TIDAL Lossless Streaming Service


Has anyone else tried lossless streaming from Tidal? I've been a Spotify user for a while now. The catalog available is pretty stunning, and 320kbps is listenable, but I'm not satisfied with lossy material for serious listening.

Tidal launched a couple of weeks ago, streaming a lossless catalog in FLAC to a web-based player. They have a large catalog and the same kinds of curated playlists that Spotify offers.

I am clinging to my Squeezebox Touch until it dies, so I was not interested in a PC-based approach to stream the service. A user community, however, has created a SBT plugin called Ickstream that allows the Touch to play nicely with Tidal. It took me about an hour to get subscribed to Tidal (first seven days free) and get Ickstream implemented on my Touch.

Sound-wise, running into a PS Audio PWD II, Tidal is clearly more three-dimensional, tonally rich and satisfying than Spotify. Compared to FLAC rips from my hard-drive, however, it is lacking just a little bit of detail retrieval and seems a bit noisier in the spaces between the notes. The difference is small but definite.

So, I'm ditching Spotify in favor of Tidal. $20/mo is worth it to me to have damn-near best-available fidelity on damn-near every album I ever want to hear. And I can download unlimited mp3's to my phone for travel. Would love to hear your experiences.
cymbop
Evank...is Tidal an App on the Bluesound Node, or do you
have to do what us poor Squeezebox users have it and jury
rig it to make it work?

The Bluesound was the other unit I was looking at.

I should add that ickstream just released a new version
early this afternoon with a few "fixes" for initial problems
that were reported.

So far, I've played two complete albums with NO dropouts...a
first for me. So I am hoping that they got most of the bugs
worked out. Fingers crossed...
.
Tidal will be a boon to audiophiles. However, will the unwashed non-hifi masses pony up twenty bucks to listen to the radio? For ten bucks a month, Rhapsody and Pandora quality is more than good enough sound quality for most. I just don't see a guy with a Best Buy receiver-based system paying $20 per month. I can't see the earbud iPhone-iPod guy paying $20 per month.

The $20 question is, are there enough audiophiles for Tidal to survive?
.
Mitch...you're probably right. Hopefully Tidal will be just the shot in the arm that audiophiles need and will support.

Time, (and money) will tell.

I'm sure enjoying it now that everything is working like it should.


Exercise aim:
Each line of the entries below that includes "Patients" belongs in your answer.

Available data:
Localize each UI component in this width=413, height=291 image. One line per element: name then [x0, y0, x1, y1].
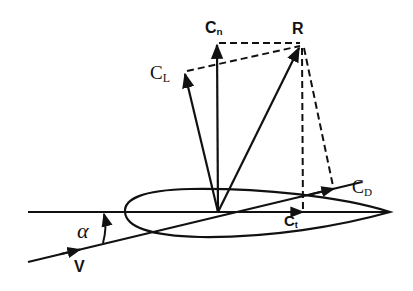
r-to-ct-dashed: [302, 48, 303, 212]
alpha-label: α: [77, 220, 89, 242]
r-to-cd-dashed: [304, 48, 333, 186]
r-to-cl-dashed: [187, 46, 300, 71]
cn-label: Cn: [205, 20, 223, 36]
r-label: R: [292, 21, 304, 37]
cl-vector: [185, 74, 218, 212]
r-vector: [218, 48, 299, 212]
cl-label: CL: [150, 63, 170, 82]
velocity-arrow: [60, 250, 80, 255]
alpha-arc-icon: [103, 214, 105, 243]
diagram-canvas: [0, 0, 413, 291]
cd-label: CD: [352, 178, 372, 196]
cd-vector: [310, 189, 334, 195]
cn-vector: [217, 45, 218, 212]
airfoil-force-diagram: Cn R CL CD Ct α V: [0, 0, 413, 291]
v-label: V: [74, 259, 85, 275]
ct-label: Ct: [284, 213, 298, 228]
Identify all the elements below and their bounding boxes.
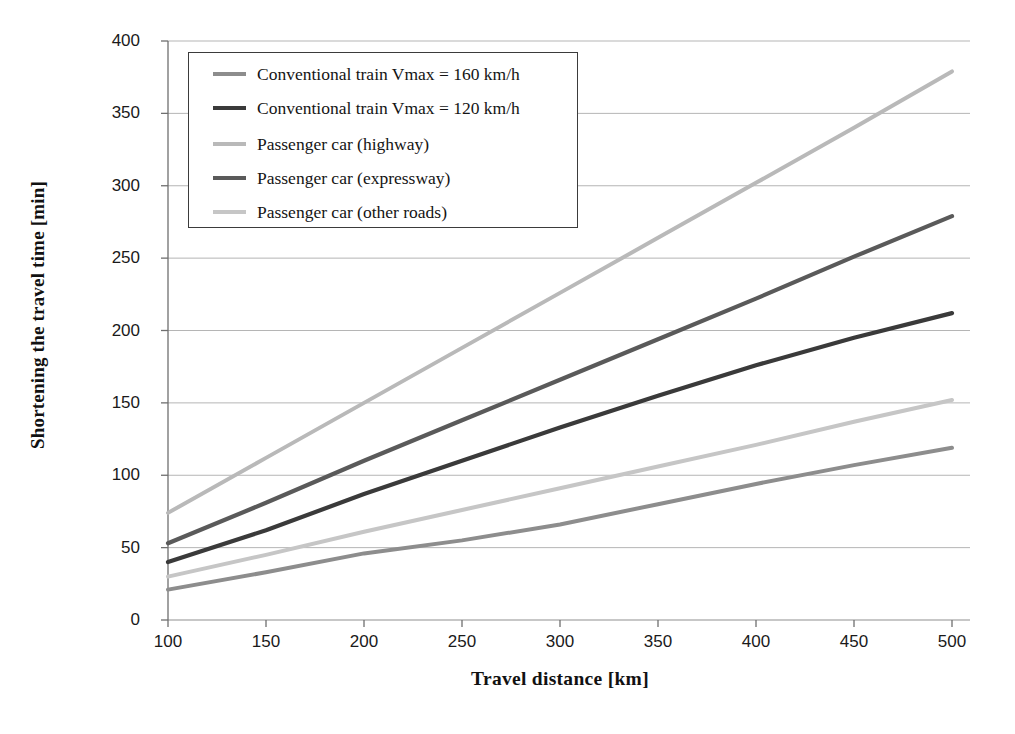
legend-swatch-icon (213, 176, 246, 180)
y-tick-label: 300 (96, 177, 140, 194)
y-tick-label: 200 (96, 322, 140, 339)
legend-item: Passenger car (other roads) (189, 201, 447, 223)
legend-label: Conventional train Vmax = 120 km/h (257, 98, 520, 119)
legend-swatch-icon (213, 106, 246, 110)
legend-item: Passenger car (highway) (189, 133, 429, 155)
y-tick-label: 50 (96, 539, 140, 556)
chart-legend: Conventional train Vmax = 160 km/hConven… (188, 52, 578, 228)
legend-swatch-icon (213, 210, 246, 214)
legend-item: Conventional train Vmax = 160 km/h (189, 63, 520, 85)
legend-label: Passenger car (expressway) (257, 168, 450, 189)
chart-figure: Shortening the travel time [min] Travel … (0, 0, 1015, 734)
series-line (168, 448, 952, 590)
y-tick-label: 100 (96, 466, 140, 483)
series-line (168, 216, 952, 543)
legend-swatch-icon (213, 142, 246, 146)
legend-label: Passenger car (other roads) (257, 202, 447, 223)
y-axis-title: Shortening the travel time [min] (27, 105, 57, 525)
legend-label: Passenger car (highway) (257, 134, 429, 155)
legend-item: Passenger car (expressway) (189, 167, 450, 189)
legend-swatch-icon (213, 72, 246, 76)
legend-label: Conventional train Vmax = 160 km/h (257, 64, 520, 85)
y-tick-label: 250 (96, 249, 140, 266)
y-tick-label: 0 (96, 611, 140, 628)
y-tick-label: 350 (96, 104, 140, 121)
legend-item: Conventional train Vmax = 120 km/h (189, 97, 520, 119)
x-axis-title: Travel distance [km] (168, 668, 952, 690)
y-tick-label: 150 (96, 394, 140, 411)
y-tick-label: 400 (96, 32, 140, 49)
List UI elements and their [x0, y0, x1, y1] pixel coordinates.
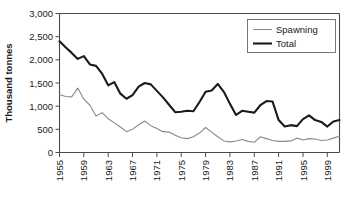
x-tick-label-1959: 1959: [78, 160, 89, 181]
x-tick-label-1975: 1975: [176, 160, 187, 181]
line-chart: 0 500 1,000 1,500 2,000 2,500 3,000 Thou…: [0, 0, 355, 199]
x-tick-label-1987: 1987: [249, 160, 260, 181]
chart-legend: Spawning Total: [248, 20, 336, 53]
y-tick-label-1500: 1,500: [29, 78, 53, 89]
chart-figure: 0 500 1,000 1,500 2,000 2,500 3,000 Thou…: [0, 0, 355, 199]
x-axis-tick-labels: 1955 1959 1963 1967 1971 1975 1979 1983 …: [54, 160, 333, 181]
y-axis-title: Thousand tonnes: [3, 43, 14, 122]
x-tick-label-1979: 1979: [200, 160, 211, 181]
x-tick-label-1963: 1963: [103, 160, 114, 181]
x-tick-label-1971: 1971: [151, 160, 162, 181]
y-tick-label-500: 500: [37, 124, 53, 135]
y-axis-ticks: [56, 14, 60, 153]
x-tick-label-1999: 1999: [322, 160, 333, 181]
series-line-total: [60, 41, 340, 126]
legend-label-total: Total: [276, 38, 296, 49]
x-tick-label-1991: 1991: [273, 160, 284, 181]
legend-label-spawning: Spawning: [276, 24, 318, 35]
x-axis-ticks: [60, 153, 328, 158]
x-tick-label-1983: 1983: [224, 160, 235, 181]
y-axis-tick-labels: 0 500 1,000 1,500 2,000 2,500 3,000: [29, 8, 53, 158]
y-tick-label-2500: 2,500: [29, 31, 53, 42]
y-tick-label-1000: 1,000: [29, 101, 53, 112]
x-tick-label-1995: 1995: [298, 160, 309, 181]
y-tick-label-0: 0: [48, 147, 53, 158]
y-tick-label-2000: 2,000: [29, 54, 53, 65]
series-line-spawning: [60, 88, 340, 142]
y-tick-label-3000: 3,000: [29, 8, 53, 19]
x-tick-label-1955: 1955: [54, 160, 65, 181]
x-tick-label-1967: 1967: [127, 160, 138, 181]
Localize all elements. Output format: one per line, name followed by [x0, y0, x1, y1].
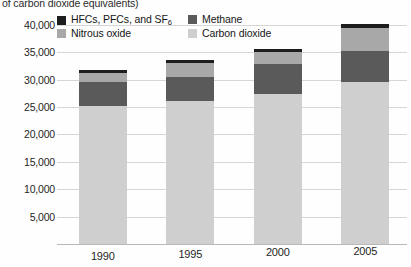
legend-swatch-methane: [188, 15, 197, 24]
bar-1995: [166, 60, 214, 244]
y-axis-tick-label: 35,000: [3, 46, 55, 58]
bar-segment-carbon-dioxide: [79, 106, 127, 244]
bar-segment-methane: [166, 77, 214, 101]
x-axis-tick-label: 1990: [73, 250, 133, 262]
bar-segment-methane: [341, 51, 389, 82]
bar-segment-hfcs-pfcs-and-sf6: [341, 24, 389, 28]
legend-swatch-hfcs-pfcs-sf6: [57, 16, 66, 25]
bar-segment-nitrous-oxide: [341, 28, 389, 52]
legend-label: Nitrous oxide: [71, 28, 131, 39]
y-axis-caption: of carbon dioxide equivalents): [2, 0, 202, 9]
bar-segment-nitrous-oxide: [254, 52, 302, 64]
y-axis-tick-labels: 5,00010,00015,00020,00025,00030,00035,00…: [0, 14, 55, 244]
bar-segment-hfcs-pfcs-and-sf6: [254, 49, 302, 52]
y-axis-tick-label: 30,000: [3, 74, 55, 86]
legend-item-hfcs-pfcs-sf6: HFCs, PFCs, and SF6: [57, 14, 172, 26]
legend-swatch-carbon-dioxide: [188, 29, 197, 38]
bar-segment-hfcs-pfcs-and-sf6: [79, 70, 127, 73]
bar-segment-methane: [79, 82, 127, 106]
x-axis-tick-label: 1995: [160, 248, 220, 260]
y-axis-tick-label: 20,000: [3, 128, 55, 140]
legend-label: HFCs, PFCs, and SF6: [71, 14, 172, 26]
bar-segment-nitrous-oxide: [79, 73, 127, 82]
bar-1990: [79, 70, 127, 244]
y-axis-tick-label: 10,000: [3, 183, 55, 195]
x-axis-tick-labels: 1990199520002005: [57, 244, 407, 266]
legend-item-carbon-dioxide: Carbon dioxide: [188, 28, 271, 39]
x-axis-tick-label: 2005: [335, 245, 395, 257]
bar-segment-hfcs-pfcs-and-sf6: [166, 60, 214, 63]
y-axis-tick-label: 5,000: [3, 211, 55, 223]
legend-label: Methane: [202, 14, 242, 25]
y-axis-tick-label: 40,000: [3, 19, 55, 31]
legend-swatch-nitrous-oxide: [57, 29, 66, 38]
bar-2000: [254, 49, 302, 244]
x-axis-tick-label: 2000: [248, 246, 308, 258]
legend-item-methane: Methane: [188, 14, 242, 25]
plot-area: [57, 14, 407, 244]
chart-legend: HFCs, PFCs, and SF6MethaneNitrous oxideC…: [57, 14, 317, 44]
bar-segment-nitrous-oxide: [166, 63, 214, 77]
bar-segment-carbon-dioxide: [341, 82, 389, 244]
bar-2005: [341, 24, 389, 244]
greenhouse-gas-stacked-bar-chart: of carbon dioxide equivalents) 5,00010,0…: [0, 0, 411, 267]
y-axis-tick-label: 15,000: [3, 156, 55, 168]
bar-segment-carbon-dioxide: [254, 94, 302, 244]
legend-label: Carbon dioxide: [202, 28, 271, 39]
legend-item-nitrous-oxide: Nitrous oxide: [57, 28, 131, 39]
y-axis-tick-label: 25,000: [3, 101, 55, 113]
bar-segment-methane: [254, 64, 302, 94]
bar-segment-carbon-dioxide: [166, 101, 214, 244]
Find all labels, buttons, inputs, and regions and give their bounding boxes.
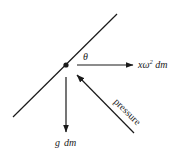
angle-theta-label: θ xyxy=(83,51,88,62)
centrifugal-force-label: xω2 dm xyxy=(137,58,168,70)
gravity-dm: dm xyxy=(64,137,76,148)
mass-point xyxy=(63,62,68,67)
centrifugal-dm: dm xyxy=(153,59,168,70)
pressure-force-label: pressure xyxy=(112,96,144,128)
free-body-diagram: θ xω2 dm gdm pressure xyxy=(0,0,189,158)
centrifugal-omega: ω xyxy=(142,59,149,70)
gravity-force-label: gdm xyxy=(55,137,76,148)
gravity-g: g xyxy=(55,137,60,148)
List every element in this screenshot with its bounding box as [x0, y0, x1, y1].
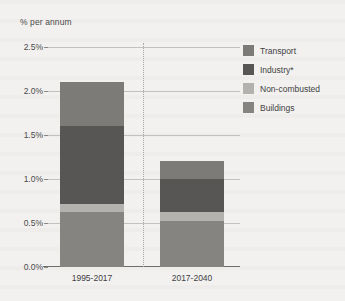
- legend-item-transport[interactable]: Transport: [243, 41, 320, 60]
- legend-swatch-icon: [243, 64, 254, 75]
- y-tick-mark: [44, 135, 48, 136]
- legend-label: Buildings: [260, 103, 295, 113]
- legend-item-industry-[interactable]: Industry*: [243, 60, 320, 79]
- x-axis-label: 1995-2017: [60, 273, 124, 283]
- bar-2017-2040[interactable]: 2017-2040: [160, 161, 224, 267]
- y-tick-mark: [44, 179, 48, 180]
- bar-segment-transport[interactable]: [60, 82, 124, 126]
- legend-swatch-icon: [243, 102, 254, 113]
- y-tick-mark: [44, 47, 48, 48]
- bar-segment-buildings[interactable]: [160, 221, 224, 267]
- legend-swatch-icon: [243, 83, 254, 94]
- stacked-bar-chart: % per annum 0.0%0.5%1.0%1.5%2.0%2.5% 199…: [0, 0, 345, 301]
- x-axis-label: 2017-2040: [160, 273, 224, 283]
- legend-label: Transport: [260, 46, 296, 56]
- bar-1995-2017[interactable]: 1995-2017: [60, 82, 124, 267]
- y-tick-label: 1.5%: [24, 130, 43, 140]
- y-tick-mark: [44, 91, 48, 92]
- bar-segment-buildings[interactable]: [60, 212, 124, 267]
- plot-area: 0.0%0.5%1.0%1.5%2.0%2.5% 1995-20172017-2…: [48, 47, 240, 267]
- y-tick-label: 2.0%: [24, 86, 43, 96]
- y-tick-mark: [44, 223, 48, 224]
- bar-segment-industry-[interactable]: [60, 126, 124, 203]
- legend-label: Non-combusted: [260, 84, 320, 94]
- gridline: [48, 47, 240, 48]
- bar-segment-non-combusted[interactable]: [60, 204, 124, 213]
- y-tick-label: 1.0%: [24, 174, 43, 184]
- y-axis-title: % per annum: [20, 17, 72, 27]
- legend-item-non-combusted[interactable]: Non-combusted: [243, 79, 320, 98]
- bar-segment-transport[interactable]: [160, 161, 224, 179]
- y-tick-label: 0.5%: [24, 218, 43, 228]
- y-tick-mark: [44, 267, 48, 268]
- bar-segment-industry-[interactable]: [160, 179, 224, 212]
- y-tick-label: 2.5%: [24, 42, 43, 52]
- category-divider: [143, 43, 144, 267]
- legend-item-buildings[interactable]: Buildings: [243, 98, 320, 117]
- legend-swatch-icon: [243, 45, 254, 56]
- chart-legend: TransportIndustry*Non-combustedBuildings: [243, 41, 320, 117]
- bar-segment-non-combusted[interactable]: [160, 212, 224, 221]
- y-tick-label: 0.0%: [24, 262, 43, 272]
- legend-label: Industry*: [260, 65, 294, 75]
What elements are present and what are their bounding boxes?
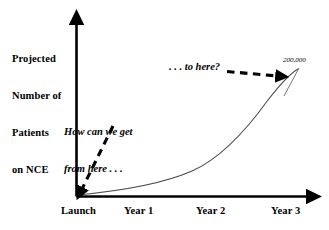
annotation-from-here: How can we get from here . . .	[64, 101, 133, 200]
to-here-arrow	[227, 72, 277, 77]
annotation-from-here-line-1: How can we get	[64, 126, 133, 138]
y-axis-title-line-1: Projected	[12, 53, 61, 65]
x-axis-tick-year-2: Year 2	[196, 205, 225, 217]
x-axis-tick-year-3: Year 3	[271, 205, 300, 217]
y-axis-title: Projected Number of Patients on NCE	[12, 28, 61, 201]
chart-figure: Projected Number of Patients on NCE How …	[0, 0, 329, 230]
annotation-to-here: . . . to here?	[169, 61, 220, 73]
y-axis-title-line-4: on NCE	[12, 164, 61, 176]
y-axis-title-line-2: Number of	[12, 90, 61, 102]
x-axis-tick-launch: Launch	[61, 205, 96, 217]
y-axis-title-line-3: Patients	[12, 127, 61, 139]
endpoint-leader-line	[284, 68, 299, 96]
annotation-from-here-line-2: from here . . .	[64, 163, 133, 175]
curve-endpoint-value-label: 200,000	[283, 56, 306, 64]
x-axis-tick-year-1: Year 1	[124, 205, 153, 217]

Answer box:
y-axis-title: Projected Number of Patients on NCE	[12, 28, 61, 201]
chart-figure: Projected Number of Patients on NCE How …	[0, 0, 329, 230]
y-axis-title-line-3: Patients	[12, 127, 61, 139]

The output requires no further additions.